Quantcast
Tom Hanks on filming in a tiny boat in ‘Captain Phillips’ – Metro US

Tom Hanks on filming in a tiny boat in ‘Captain Phillips’

Tom Hanks spends most of Tom Hanks spends most of “Captain Phillips” trapped in a disgusting lifeboat.
Credit: Getty Images

Tom Hanks has faced plenty of acting challenges over the course of his career, but the tiny, enclosed lifeboat used in “Captain Phillips” definitely stands out for him. “I’m not a particularly claustrophobic person, but it was a very small space,” he says. “Environmentally, it does a lot of the work for you. It’s a very uncomfortable space. It smells horrible. The air is bad. It’s hot. And you are right on top of each other. There’s a lot of places to bonk our head and crack your knee. We all did that. Everybody had all sorts of various scars.”

Hanks stars in the film as the titular Capt. Phillips, whose cargo ship was famously hijacked by Somali pirates in 2009, and he insists those less-than-ideal working conditions were actually a huge help. “[Director] Paul [Greengrass] sets up an environment that is very realistic, and I can’t imagine doing it any other way,” Hanks says. “There’s ways that may have been more pleasant but for everything we needed to go through as actors, that tiny, hot, cramped place with only two little windows on it was a great advantage for us.”
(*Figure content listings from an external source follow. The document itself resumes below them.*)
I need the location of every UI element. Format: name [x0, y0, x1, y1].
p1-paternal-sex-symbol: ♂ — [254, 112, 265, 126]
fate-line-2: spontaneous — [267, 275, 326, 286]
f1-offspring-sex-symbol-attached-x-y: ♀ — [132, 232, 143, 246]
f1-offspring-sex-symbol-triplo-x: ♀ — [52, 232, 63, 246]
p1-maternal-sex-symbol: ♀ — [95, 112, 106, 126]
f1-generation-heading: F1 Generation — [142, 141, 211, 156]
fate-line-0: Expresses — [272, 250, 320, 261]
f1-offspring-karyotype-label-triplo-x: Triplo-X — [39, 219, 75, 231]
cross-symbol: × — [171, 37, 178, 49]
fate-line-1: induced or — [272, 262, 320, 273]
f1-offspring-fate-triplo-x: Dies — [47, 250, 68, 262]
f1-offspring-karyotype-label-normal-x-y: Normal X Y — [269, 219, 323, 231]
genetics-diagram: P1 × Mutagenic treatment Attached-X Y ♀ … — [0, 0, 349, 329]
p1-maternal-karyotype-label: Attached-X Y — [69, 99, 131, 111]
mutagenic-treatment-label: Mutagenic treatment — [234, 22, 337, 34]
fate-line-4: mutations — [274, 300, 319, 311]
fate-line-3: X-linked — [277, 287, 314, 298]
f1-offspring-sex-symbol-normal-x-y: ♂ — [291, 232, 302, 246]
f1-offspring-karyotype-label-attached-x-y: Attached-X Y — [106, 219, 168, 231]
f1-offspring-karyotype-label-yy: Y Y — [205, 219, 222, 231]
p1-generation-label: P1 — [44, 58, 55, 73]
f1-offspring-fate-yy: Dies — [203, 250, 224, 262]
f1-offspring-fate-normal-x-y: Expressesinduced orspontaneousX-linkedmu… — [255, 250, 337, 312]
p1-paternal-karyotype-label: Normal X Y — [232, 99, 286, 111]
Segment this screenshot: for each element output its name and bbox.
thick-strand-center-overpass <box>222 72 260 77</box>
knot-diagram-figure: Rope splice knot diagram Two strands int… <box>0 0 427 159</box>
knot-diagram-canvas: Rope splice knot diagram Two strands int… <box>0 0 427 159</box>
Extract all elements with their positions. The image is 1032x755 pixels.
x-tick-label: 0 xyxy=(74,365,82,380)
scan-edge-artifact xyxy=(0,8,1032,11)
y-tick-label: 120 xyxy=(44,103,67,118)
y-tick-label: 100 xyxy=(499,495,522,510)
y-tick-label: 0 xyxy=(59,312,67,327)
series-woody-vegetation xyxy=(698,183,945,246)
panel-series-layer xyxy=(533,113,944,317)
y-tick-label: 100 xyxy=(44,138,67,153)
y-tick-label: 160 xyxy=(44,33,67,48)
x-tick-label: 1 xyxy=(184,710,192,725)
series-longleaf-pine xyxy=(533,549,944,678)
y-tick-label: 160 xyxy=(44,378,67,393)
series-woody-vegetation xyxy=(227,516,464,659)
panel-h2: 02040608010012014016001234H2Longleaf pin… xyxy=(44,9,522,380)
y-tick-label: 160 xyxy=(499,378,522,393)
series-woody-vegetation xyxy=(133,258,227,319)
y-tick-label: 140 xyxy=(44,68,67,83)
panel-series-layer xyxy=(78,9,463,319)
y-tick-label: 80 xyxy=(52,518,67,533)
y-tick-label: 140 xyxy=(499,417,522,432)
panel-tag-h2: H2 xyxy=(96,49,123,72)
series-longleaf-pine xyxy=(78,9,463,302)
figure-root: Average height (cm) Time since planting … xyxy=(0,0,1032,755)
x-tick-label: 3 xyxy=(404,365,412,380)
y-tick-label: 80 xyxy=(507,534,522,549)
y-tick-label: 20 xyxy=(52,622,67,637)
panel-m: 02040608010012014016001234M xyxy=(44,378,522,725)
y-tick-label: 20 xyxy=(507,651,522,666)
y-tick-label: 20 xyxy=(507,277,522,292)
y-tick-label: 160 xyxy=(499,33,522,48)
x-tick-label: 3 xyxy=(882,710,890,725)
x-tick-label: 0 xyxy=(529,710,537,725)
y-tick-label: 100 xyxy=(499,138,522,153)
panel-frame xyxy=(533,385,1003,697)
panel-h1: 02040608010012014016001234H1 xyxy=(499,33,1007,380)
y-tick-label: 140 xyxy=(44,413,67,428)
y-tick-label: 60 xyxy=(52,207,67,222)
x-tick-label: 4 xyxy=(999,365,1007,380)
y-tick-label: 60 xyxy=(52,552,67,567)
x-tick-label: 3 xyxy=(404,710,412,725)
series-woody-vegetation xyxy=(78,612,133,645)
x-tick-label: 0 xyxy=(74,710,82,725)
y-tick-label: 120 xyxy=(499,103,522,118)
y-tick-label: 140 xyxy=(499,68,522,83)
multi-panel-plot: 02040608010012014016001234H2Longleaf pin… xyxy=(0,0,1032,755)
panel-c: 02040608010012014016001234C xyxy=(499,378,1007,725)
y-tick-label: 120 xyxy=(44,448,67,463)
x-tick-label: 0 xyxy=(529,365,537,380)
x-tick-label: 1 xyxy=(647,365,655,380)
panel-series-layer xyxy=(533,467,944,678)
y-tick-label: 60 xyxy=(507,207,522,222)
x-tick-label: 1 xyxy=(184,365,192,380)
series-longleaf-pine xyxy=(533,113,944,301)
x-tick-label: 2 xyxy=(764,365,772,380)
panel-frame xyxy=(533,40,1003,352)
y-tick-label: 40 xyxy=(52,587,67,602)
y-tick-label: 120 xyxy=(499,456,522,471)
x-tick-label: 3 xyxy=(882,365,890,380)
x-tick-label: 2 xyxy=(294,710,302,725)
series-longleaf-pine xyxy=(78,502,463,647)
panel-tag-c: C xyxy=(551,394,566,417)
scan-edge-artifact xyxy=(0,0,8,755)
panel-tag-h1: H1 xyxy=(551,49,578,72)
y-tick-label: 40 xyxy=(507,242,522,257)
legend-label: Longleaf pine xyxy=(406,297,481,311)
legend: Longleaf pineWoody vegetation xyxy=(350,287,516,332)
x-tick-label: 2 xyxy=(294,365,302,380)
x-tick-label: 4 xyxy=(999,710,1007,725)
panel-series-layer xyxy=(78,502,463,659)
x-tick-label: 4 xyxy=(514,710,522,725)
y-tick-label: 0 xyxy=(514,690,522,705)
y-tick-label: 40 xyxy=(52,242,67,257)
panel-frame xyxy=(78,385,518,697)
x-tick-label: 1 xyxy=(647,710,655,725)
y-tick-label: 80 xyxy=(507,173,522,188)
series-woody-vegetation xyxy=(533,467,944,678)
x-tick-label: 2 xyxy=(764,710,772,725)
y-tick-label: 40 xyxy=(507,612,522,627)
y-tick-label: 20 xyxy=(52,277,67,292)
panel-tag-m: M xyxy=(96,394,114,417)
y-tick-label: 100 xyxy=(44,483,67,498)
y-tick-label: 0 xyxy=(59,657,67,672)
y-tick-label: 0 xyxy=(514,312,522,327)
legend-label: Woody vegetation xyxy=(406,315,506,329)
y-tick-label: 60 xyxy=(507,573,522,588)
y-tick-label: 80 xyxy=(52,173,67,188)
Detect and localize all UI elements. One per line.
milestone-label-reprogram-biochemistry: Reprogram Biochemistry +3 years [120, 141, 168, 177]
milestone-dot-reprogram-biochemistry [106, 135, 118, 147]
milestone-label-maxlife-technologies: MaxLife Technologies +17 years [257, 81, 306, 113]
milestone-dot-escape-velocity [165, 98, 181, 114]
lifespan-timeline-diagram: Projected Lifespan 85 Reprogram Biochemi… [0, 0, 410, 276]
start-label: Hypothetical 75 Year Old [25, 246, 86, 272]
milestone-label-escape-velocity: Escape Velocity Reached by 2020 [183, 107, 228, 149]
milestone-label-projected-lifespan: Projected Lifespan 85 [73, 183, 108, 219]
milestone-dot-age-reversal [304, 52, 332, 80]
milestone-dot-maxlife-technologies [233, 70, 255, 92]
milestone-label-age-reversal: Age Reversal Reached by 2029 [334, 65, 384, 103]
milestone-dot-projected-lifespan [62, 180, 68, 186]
The film’s crew did try their best to make the cramped environment at least a little more tolerable, but to no avail. “At one point, they built rubber seats for some of the fight scenes,” Hanks remembers, but “literally the rubber seats flapped around. So, we said, ‘Guys, we don’t think rubber seats are going to work.’ So they took those out. We had a little bit of matting on the steel deck of the floor. But, by and large, it’s a tiny space and it got pretty physical in there sometimes. We all got nicks and bruises.”

But really — and Hanks can’t stress this enough — nothing compared to the smell in the replica lifeboat. “It stank horribly. It was stuffy and small,” he says. “But the actual lifeboat smells even worse because it reeks of diesel fumes, and we had some vomit in there at some point. That’s always fun. It was really filthy by the time we got out of there.”

While Hanks has racked up plenty of heroic roles — many based on true stories — he regrets to report that very little of that heroism has rubbed off. “I’m just a guy who’s got a pretty good gig pretending to be other people,” he says. “‘Hero’ is almost like a branded term now. It’s bandied about all the time. People get labeled it left and right. In the end, heroes are ones who voluntarily walk into the unknown and try to do the right thing. It’s all relative. Everybody has variations of it. Sometimes it’s death-defying and sometimes it’s just living up to one’s responsibility.”

But then, how can Hanks get away with thinking of himself as a hero when even the guy he’s playing this time out won’t accept the label. “Richard Phillips doesn’t view himself a hero. He was a guy who sat there and waited for the heroes to show up, which is different,” Hanks says. “We all have times in our lives where we can either be a hero, a villain or a coward, and I just hope that I’m a coward as little as possible, and hopefully never a villain. On the occasions when I have to be, I would hope to be able to do the heroic thing, but I’ve never been tested in any way, shape or form — other than facing down members of the fourth estate.”